### DESCRIPTION OF THE TASK
Every record must be copied exactly, from first line to last.

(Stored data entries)
^^^^^^^^^^^^^^^^

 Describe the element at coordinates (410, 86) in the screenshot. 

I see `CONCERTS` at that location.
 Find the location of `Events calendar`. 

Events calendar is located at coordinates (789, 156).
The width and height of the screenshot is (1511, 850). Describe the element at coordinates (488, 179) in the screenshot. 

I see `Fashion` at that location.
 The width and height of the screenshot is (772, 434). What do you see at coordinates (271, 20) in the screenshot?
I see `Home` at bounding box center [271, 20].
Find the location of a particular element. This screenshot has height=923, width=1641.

^^^^^^^^^^^^^^^^

### EXERCISE SOLUTION
 Describe the element at coordinates (410, 86) in the screenshot. 

I see `CONCERTS` at that location.
 Find the location of `Events calendar`. 

Events calendar is located at coordinates (789, 156).
The width and height of the screenshot is (1511, 850). Describe the element at coordinates (488, 179) in the screenshot. 

I see `Fashion` at that location.
 The width and height of the screenshot is (772, 434). What do you see at coordinates (271, 20) in the screenshot?
I see `Home` at bounding box center [271, 20].
Find the location of a particular element. This screenshot has height=923, width=1641.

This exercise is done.